Norddeutsch by nature.
"It´s really friggin´ cold in Lüllau this evening. “It´s brass monkeys out there”, smiles Engels. In a remote corner of the northern part of the wintry Lüneburg Heath rests this cosy country inn called Brookhoff, complete with mill pond and all. The comfy inn has one big advantage tonight: It´s nice and warm inside, the chimney fire is crackling. “Hi, Hansi”, Achim Peters the landlord greets and asks “beer ?”. “Big one, please,” Engels responds, parks his old Rickenbacker guitar at the bar and sits on a bar stool.
This village inn is his pub where he meets local friends and chats about everything under the sun. Once a month he and his musician friend Marius Balan perform here, just two singers and their acoustic guitars, unplugged. During the summers, Hans and his rock band “Park Lane” have already performed outside on an open air stage drawing 600 people or more. The 62-year-old doesn´t do pub crawling through the Hamburg bar scene that often anymore like in the old days when he and his music buddies time and again went clubbing all night long, now he likes the countryside better.
Hans Engels´ youth alternates between Germany and England. He grows up bilingually, spends his young days in the Midlands, goes to school in Germany, then back to England, studies economics and English literature in Hamburg and London. In 1972, he finally settles in Hamburg, finishes his studies and becomes a vocational school teacher. Making music remains a hobby but he has always been working as an audio narrator and translator (among others for CORDIAL) because of his fascination with languages and literature. In his youth he learned to play the clarinet but then, in 1967, after seeing ‘The Who’, Jimi Hendrix and ‘The Spencer Davis Group’ at the London Marquee Club, he knew what he really wanted to be: a rock musician and a songwriter."
"His breakthrough as a musician and author, though, he doesn´t owe so much to his musical achievements but to the muscial ‘Yesterday’. In cooperation with the drummer Hein Altenbroxter and always encouraged by his wife Lydia, he wrote this 60s musical about a character called Harry Hansen, a failed rock musician from Hamburg. “The chance to make some dough with a musical was one in a million”, Engels says today – but to his and everybody´s surprise it worked.
Initially, in 1997, ‘Yesterday’ was planned to be staged for only 3 months in the Holstenwall theatre close to Hamburg´s famous St. Pauli quarter. It ran for 12 months, however, became quite a success and 88% of the 300 seats were sold out every night in, all in all, more than 400 shows. An attempt to establish the show in the Berlin ‘Metropol’ theatre didn´t go down as well but, back in Hamburg, in the ‘Delphi Showpalast’, the musical made a triumphant comeback.
For a long time Engels has been using CORDIAL cables. His long-time music buddy Arthur Koll, a tech wizard known as ”King Arthur” in the music business, drew his attention to CORDIAL products. ”The CORDIAL guys have always had a unique edge on their competitors”, he says and leaves Achim´s Brookhoff Inn for the Lüllau cold to smoke one of his Dunhill pipes."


• Aim of the task
Filter these entries, keeping only lines that hold the word "needs".
━━ Data for this task ━━
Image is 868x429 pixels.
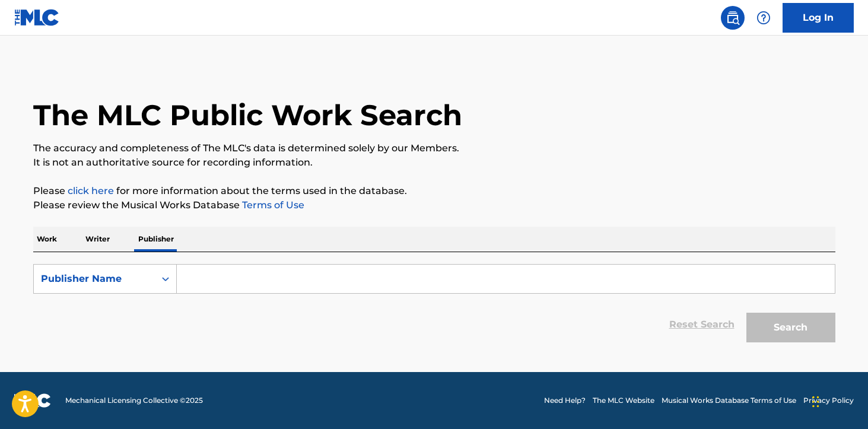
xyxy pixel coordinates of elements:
a: The MLC Website [592,395,654,405]
a: Terms of Use [239,200,304,211]
p: It is not an authoritative source for recording information. [34,155,835,170]
div: Publisher Name [41,272,147,286]
a: Log In [783,3,854,33]
img: search [726,11,739,25]
a: Public Search [721,6,744,30]
a: Need Help? [544,395,585,405]
p: Publisher [134,226,177,251]
a: click here [67,185,114,197]
p: Writer [82,226,114,251]
div: Drag [813,384,820,419]
form: Search Form [34,264,835,348]
p: Please review the Musical Works Database [34,198,835,213]
iframe: Chat Widget [809,372,868,429]
p: Work [34,226,60,251]
img: help [756,11,771,25]
h1: The MLC Public Work Search [34,97,462,132]
p: The accuracy and completeness of The MLC's data is determined solely by our Members. [34,141,835,155]
span: Mechanical Licensing Collective © 2025 [65,395,203,405]
a: Musical Works Database Terms of Use [661,395,796,405]
a: Privacy Policy [804,395,854,405]
img: MLC Logo [14,9,60,26]
div: Help [751,6,775,30]
img: logo [14,393,51,407]
p: Please for more information about the terms used in the database. [34,184,835,198]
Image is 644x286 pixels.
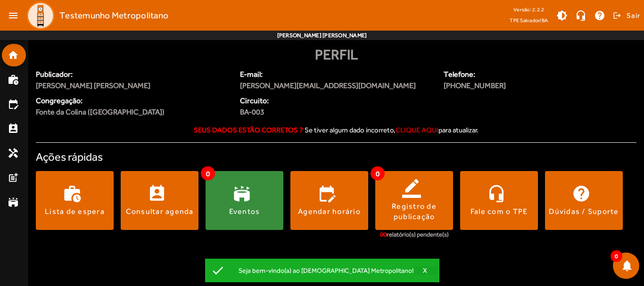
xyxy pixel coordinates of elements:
[126,206,194,217] div: Consultar agenda
[201,166,215,180] span: 0
[36,171,113,230] button: Lista de espera
[229,206,260,217] div: Eventos
[8,123,19,134] mat-icon: perm_contact_calendar
[510,3,547,15] div: Versão: 2.2.2
[370,166,384,180] span: 0
[36,150,636,164] h4: Ações rápidas
[206,171,284,230] button: Eventos
[510,15,547,25] span: TPE Salvador/BA
[611,8,640,22] button: Sair
[298,206,360,217] div: Agendar horário
[211,263,225,278] mat-icon: check
[8,172,19,183] mat-icon: post_add
[240,106,330,117] span: BA-003
[27,1,55,29] img: Logo TPE
[470,206,528,217] div: Fale com o TPE
[610,250,622,262] span: 0
[22,1,168,29] a: Testemunho Metropolitano
[414,266,438,275] button: X
[545,171,622,230] button: Dúvidas / Suporte
[375,171,453,230] button: Registro de publicação
[59,8,168,23] span: Testemunho Metropolitano
[375,201,453,222] div: Registro de publicação
[36,80,229,92] span: [PERSON_NAME] [PERSON_NAME]
[45,206,104,217] div: Lista de espera
[36,106,164,117] span: Fonte da Colina ([GEOGRAPHIC_DATA])
[194,126,303,134] strong: Seus dados estão corretos ?
[240,80,433,92] span: [PERSON_NAME][EMAIL_ADDRESS][DOMAIN_NAME]
[549,206,618,217] div: Dúvidas / Suporte
[240,95,330,106] span: Circuito:
[380,230,449,239] div: relatório(s) pendente(s)
[8,148,19,159] mat-icon: handyman
[423,266,428,275] span: X
[626,8,640,23] span: Sair
[460,171,538,230] button: Fale com o TPE
[290,171,368,230] button: Agendar horário
[36,44,636,65] div: Perfil
[8,99,19,110] mat-icon: edit_calendar
[444,80,585,92] span: [PHONE_NUMBER]
[380,231,386,238] span: 00
[4,6,22,25] mat-icon: menu
[8,196,19,208] mat-icon: stadium
[396,126,438,134] span: clique aqui
[231,264,414,277] div: Seja bem-vindo(a) ao [DEMOGRAPHIC_DATA] Metropolitano!
[8,50,19,61] mat-icon: home
[304,126,478,134] span: Se tiver algum dado incorreto, para atualizar.
[120,171,198,230] button: Consultar agenda
[240,69,433,80] span: E-mail:
[36,95,229,106] span: Congregação:
[36,69,229,80] span: Publicador:
[8,74,19,85] mat-icon: work_history
[444,69,585,80] span: Telefone:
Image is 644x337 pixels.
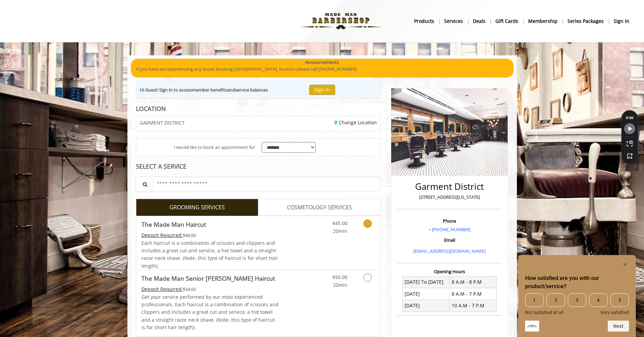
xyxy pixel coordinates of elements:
[528,17,557,25] b: Membership
[610,293,629,307] span: 5
[142,232,183,239] span: This service needs some Advance to be paid before we block your appointment
[402,288,449,300] td: [DATE]
[334,119,377,126] a: Change Location
[332,274,347,280] span: $50.00
[142,285,279,293] div: $54.00
[525,274,629,291] h2: How satisfied are you with our product/service? Select an option from 1 to 5, with 1 being Not sa...
[142,274,275,283] b: The Made Man Senior [PERSON_NAME] Haircut
[444,17,463,25] b: Services
[428,226,470,232] a: + [PHONE_NUMBER]
[142,240,278,269] span: Each haircut is a combination of scissors and clippers and includes a great cut and service, a ho...
[169,203,225,212] span: GROOMING SERVICES
[402,277,449,288] td: [DATE] To [DATE]
[398,182,500,192] h2: Garment District
[332,220,347,226] span: $45.00
[614,17,629,25] b: sign in
[409,16,439,26] a: Productsproducts
[413,248,485,254] a: [EMAIL_ADDRESS][DOMAIN_NAME]
[609,16,634,26] a: sign insign in
[621,261,629,269] button: Hide survey
[140,86,268,94] div: Hi Guest! Sign in to access and
[607,321,629,332] button: Next question
[309,85,335,95] button: Sign In
[136,163,381,170] div: SELECT A SERVICE
[398,218,500,224] h3: Phone
[136,105,165,112] b: LOCATION
[449,288,497,300] td: 8 A.M - 7 P.M
[235,87,268,93] b: service balances
[449,277,497,288] td: 8 A.M - 8 P.M
[589,293,607,307] span: 4
[402,300,449,312] td: [DATE]
[414,17,434,25] b: products
[546,293,565,307] span: 2
[523,16,562,26] a: MembershipMembership
[562,16,609,26] a: Series packagesSeries packages
[525,310,563,315] span: Not satisfied at all
[192,87,227,93] b: member benefits
[333,282,347,288] span: 20min
[439,16,468,26] a: ServicesServices
[525,293,543,307] span: 1
[468,16,490,26] a: DealsDeals
[567,17,604,25] b: Series packages
[449,300,497,312] td: 10 A.M - 7 P.M
[525,293,629,315] div: How satisfied are you with our product/service? Select an option from 1 to 5, with 1 being Not sa...
[294,2,388,40] img: Made Man Barbershop logo
[397,269,502,274] h3: Opening Hours
[398,194,500,201] p: [STREET_ADDRESS][US_STATE]
[495,17,518,25] b: gift cards
[473,17,485,25] b: Deals
[174,144,255,151] span: I would like to book an appointment for
[333,228,347,234] span: 20min
[140,120,185,125] span: GARMENT DISTRICT
[142,286,183,292] span: This service needs some Advance to be paid before we block your appointment
[142,232,279,239] div: $48.00
[142,293,279,332] p: Get your service performed by our most experienced professionals. Each haircut is a combination o...
[135,177,153,192] button: Service Search
[398,238,500,242] h3: Email
[490,16,523,26] a: Gift cardsgift cards
[305,59,339,66] b: Announcements
[136,66,508,73] p: If you have are experiencing any issues booking [GEOGRAPHIC_DATA] location please call [PHONE_NUM...
[600,310,629,315] span: Very satisfied
[142,220,206,229] b: The Made Man Haircut
[525,261,629,332] div: How satisfied are you with our product/service? Select an option from 1 to 5, with 1 being Not sa...
[287,203,352,212] span: COSMETOLOGY SERVICES
[568,293,586,307] span: 3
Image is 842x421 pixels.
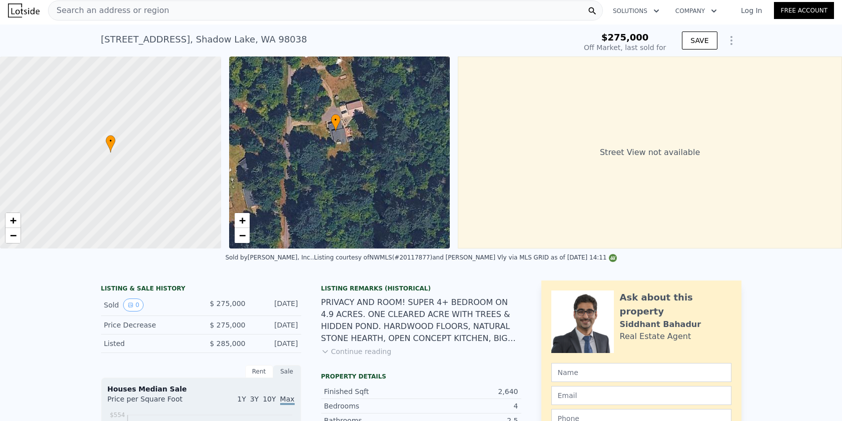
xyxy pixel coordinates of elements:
[235,213,250,228] a: Zoom in
[8,4,40,18] img: Lotside
[104,299,193,312] div: Sold
[104,339,193,349] div: Listed
[254,320,298,330] div: [DATE]
[239,229,245,242] span: −
[210,340,245,348] span: $ 285,000
[421,387,519,397] div: 2,640
[552,386,732,405] input: Email
[235,228,250,243] a: Zoom out
[254,299,298,312] div: [DATE]
[108,384,295,394] div: Houses Median Sale
[609,254,617,262] img: NWMLS Logo
[321,373,522,381] div: Property details
[101,285,301,295] div: LISTING & SALE HISTORY
[104,320,193,330] div: Price Decrease
[774,2,834,19] a: Free Account
[331,116,341,125] span: •
[210,300,245,308] span: $ 275,000
[49,5,169,17] span: Search an address or region
[321,347,392,357] button: Continue reading
[729,6,774,16] a: Log In
[10,229,17,242] span: −
[106,135,116,153] div: •
[263,395,276,403] span: 10Y
[682,32,717,50] button: SAVE
[254,339,298,349] div: [DATE]
[321,285,522,293] div: Listing Remarks (Historical)
[101,33,307,47] div: [STREET_ADDRESS] , Shadow Lake , WA 98038
[225,254,314,261] div: Sold by [PERSON_NAME], Inc. .
[620,331,692,343] div: Real Estate Agent
[321,297,522,345] div: PRIVACY AND ROOM! SUPER 4+ BEDROOM ON 4.9 ACRES. ONE CLEARED ACRE WITH TREES & HIDDEN POND. HARDW...
[237,395,246,403] span: 1Y
[602,32,649,43] span: $275,000
[722,31,742,51] button: Show Options
[421,401,519,411] div: 4
[106,137,116,146] span: •
[324,387,421,397] div: Finished Sqft
[584,43,666,53] div: Off Market, last sold for
[123,299,144,312] button: View historical data
[6,213,21,228] a: Zoom in
[668,2,725,20] button: Company
[458,57,842,249] div: Street View not available
[10,214,17,227] span: +
[210,321,245,329] span: $ 275,000
[620,319,702,331] div: Siddhant Bahadur
[6,228,21,243] a: Zoom out
[314,254,617,261] div: Listing courtesy of NWMLS (#20117877) and [PERSON_NAME] Vly via MLS GRID as of [DATE] 14:11
[552,363,732,382] input: Name
[605,2,668,20] button: Solutions
[620,291,732,319] div: Ask about this property
[110,412,125,419] tspan: $554
[245,365,273,378] div: Rent
[324,401,421,411] div: Bedrooms
[250,395,259,403] span: 3Y
[108,394,201,410] div: Price per Square Foot
[331,114,341,132] div: •
[239,214,245,227] span: +
[273,365,301,378] div: Sale
[280,395,295,405] span: Max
━━━
• Task response
[142,232,183,239] span: This service needs some Advance to be paid before we block your appointment
[142,286,183,292] span: This service needs some Advance to be paid before we block your appointment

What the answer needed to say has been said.